Thursday, May 15, 2014

Is polyamory still cheating if we both agree to it?

My wife has suggested that we open our relationship to polyamory, but I was raised to believe that cheating is flat wrong. Am I being a fuddy-duddy?

—OldFashioned



“Cheating” means going against the agreed rules or one’s personal vows or agreements. If a couple has vowed to stay sexually exclusive, then sex between either of them and anyone else is cheating. But if they have a different agreement, then what is or is not cheating is also different.

Agreements aren’t always explicit. As two people move beyond the first date toward becoming an established couple, certainly they should at some point sit down and come to some explicit agreements about how they’ll conduct their relationship, including whether or not they’ll be monamorous (sexually exclusive) or polyamorous, and with what conditions. But, alas, this does not always happen. As that couple relationship becomes more firmly established, if no explicit agreement is made, a tacit assumption often gradually arises that neither will indulge in sex with anyone else, just because for a long time that has been the cultural norm. It then becomes a shock and a severe strain on the relationship (maybe breaking it irrevocably) when contrary facts come out.

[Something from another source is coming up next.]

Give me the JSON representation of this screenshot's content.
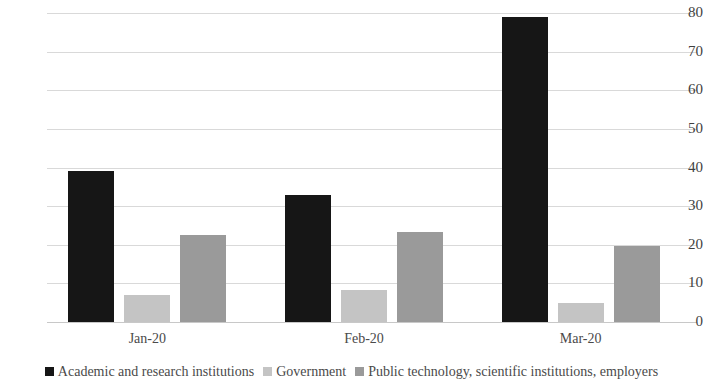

Never make assumptions: it’s relationship poison. Always talk things out in advance, and come to an explicit agreement.

Let’s say that you and your partner have made promises of exclusivity at some point in the past. Maybe it was in your wedding vows (“forsaking all others”), or you just sat down and agreed to that. Polyamory does not say that people should follow their whim of the moment, ignoring vows or agreements, and damn the consequences. Indeed, the two cornerstones of polyamory are openness and honesty. Stick by your agreements, or change them together if you feel they no longer serve you. If you go behind your partner’s back, that is not polyamory. It’s still cheating, and you were raised well to know not to do that.

So is it possible for a polyamorist to cheat? Certainly, by going against whatever agreements have been made with partners. A common poly agreement is condom use with anyone outside the partnership. So, if the agreement between primary partners A and B calls for protection with others, and if A goes skin-to-skin with a secondary C without first clearing it with B, that’s cheating. But the act of sex itself between A and C is not cheating because A and B have agreed to that, with any limitations specified.

Thursday, May 8, 2014

We want to form a polyamorous triad, but we're all straight

I’m a straight poly male. My wife, another woman, and I all love each other and want to form a triad, but the women are also both straight, and so they are not interested in sex with each other. Would this triad be doomed? —InTheMiddle


Not at all. Polyamory is first and foremost about the emotional aspect, the loving feelings, which you’ve said you all feel in all combinations. That’s the essential ingredient. Who shares sex with whom and under what circumstances, or not at all, is secondary. There are numerous successful triads in which the partners of the same gender share sex not with each other but only with their shared partner of the other gender. The nonsexual partners still have a strong caring bond between them. There can even be asexual triads.

In your situation, your two women might enjoy giving you sexual pleasure simultaneously, even though not pleasuring each other. That’s one option. Or you can enjoy twosomes with each of them separately. And then the three of you can enjoy nonsexual activities all together, living together or not.


The same principle would apply, of course, if the genders were reversed from your own situation—one woman with two straight male lovers. I’ve also heard of other “V” combinations, such as a lesbian, a bi woman, and a man.